Sutzkever was unafraid to forge his high-poetic Yiddish out of a street “jargon” that had not previously been associated with serious literary culture, creating neologisms at will—but always within the context of strict poetic forms. Sutzkever’s employment of meter and rhyme themselves present considerable difficulty to his translators. . . .

One of the later poems, “The Full Pomegranate,” has given its title to Richard J. Fein’s collection [of translated poems]. Though for the most part it is well and accurately rendered, elements of this translation reveal the difficulties attendant on any non-annotated edition of such a difficult and sophisticated poet. Fein translates the lines “lave zayne kerndlekh. Atomen/ breyshesdik aroysgeyoyerte” as “Lava—its grains. Genesis—/ atoms turbulent,” hurling words at the page like paint at a canvas, omitting the neologisms and imagery that are Sutzkever’s trademarks.

A more literal translation might read “Lava its seeds. Atoms/ Fermented forth primevally.” The word yoyern is used of fermenting bread, while breyshesdik is an adverb Sutzkever has invented, a derivation from the Hebrew b’resyhit (in the beginning), the first word of the first book of the Bible and the Hebrew name for the book known to Christians as Genesis. The seeds of the pomegranate are seen as lava, as atoms, fermented primevally, combining two images—the power of fermentation and the shooting out of lava from the depths. None of this is apparent in Fein’s version, but is any translation able to convey such intricately wrought language without the help of notes?
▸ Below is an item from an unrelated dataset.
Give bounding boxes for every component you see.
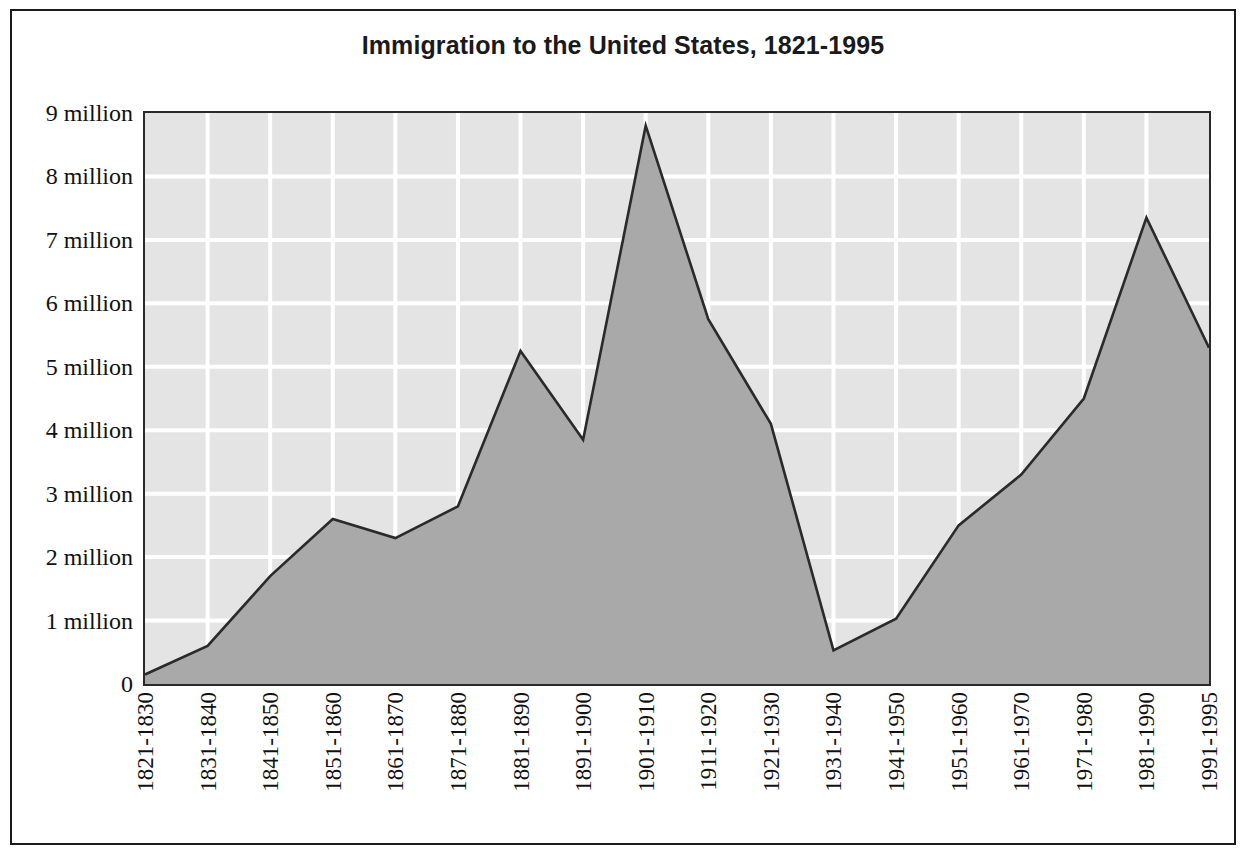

Read more at Times Literary Supplement

More about: Arts & Culture, Avraham Sutzkever, Jewish literature, Poetry, Translation, Yiddish literature

 

The Summary: 10/7/20

Two extraordinary events demonstrate something important about Israel’s most fervent adversaries. One was a speech given at something called The People’s Forum (funded generously by Goldman Sachs), which stated, “When the state of Israel is finally destroyed and erased from history, that will be the single most important blow we can give to destroying capitalism and imperialism.”

The suggestion that this tiny state is the linchpin of a global, centuries-old phenomenon like capitalism goes well beyond anything resembling rational criticism. Even if Israel were guilty of genocide, apartheid, and oppression—which of course it is not—it would not follow that its destruction would help end capitalism or imperialism.

The other was an anti-Israel protest that took place in front of New York City’s Memorial Sloan Kettering Cancer Center, deemed “complicit” in Israel’s evils. At organizers’ urging, participants shouted their slogans at kids in the cancer ward, who were watching from the windows. Given Hamas’s indifference toward the lives of Gazan children, such callousness toward non-Palestinian children from Hamas’s Western allies shouldn’t be surprising. The protest—like the abovementioned speech—deliberately conveyed the message that Israel is the ultimate evil and its destruction the ultimate good, cancer patients be damned.

The fact that Israel’s adversaries are almost comically perverse does not mean that they can be dismissed. If its allies fail to understand the obsessive and irrational hatred that it faces, they cannot effectively help it defend itself.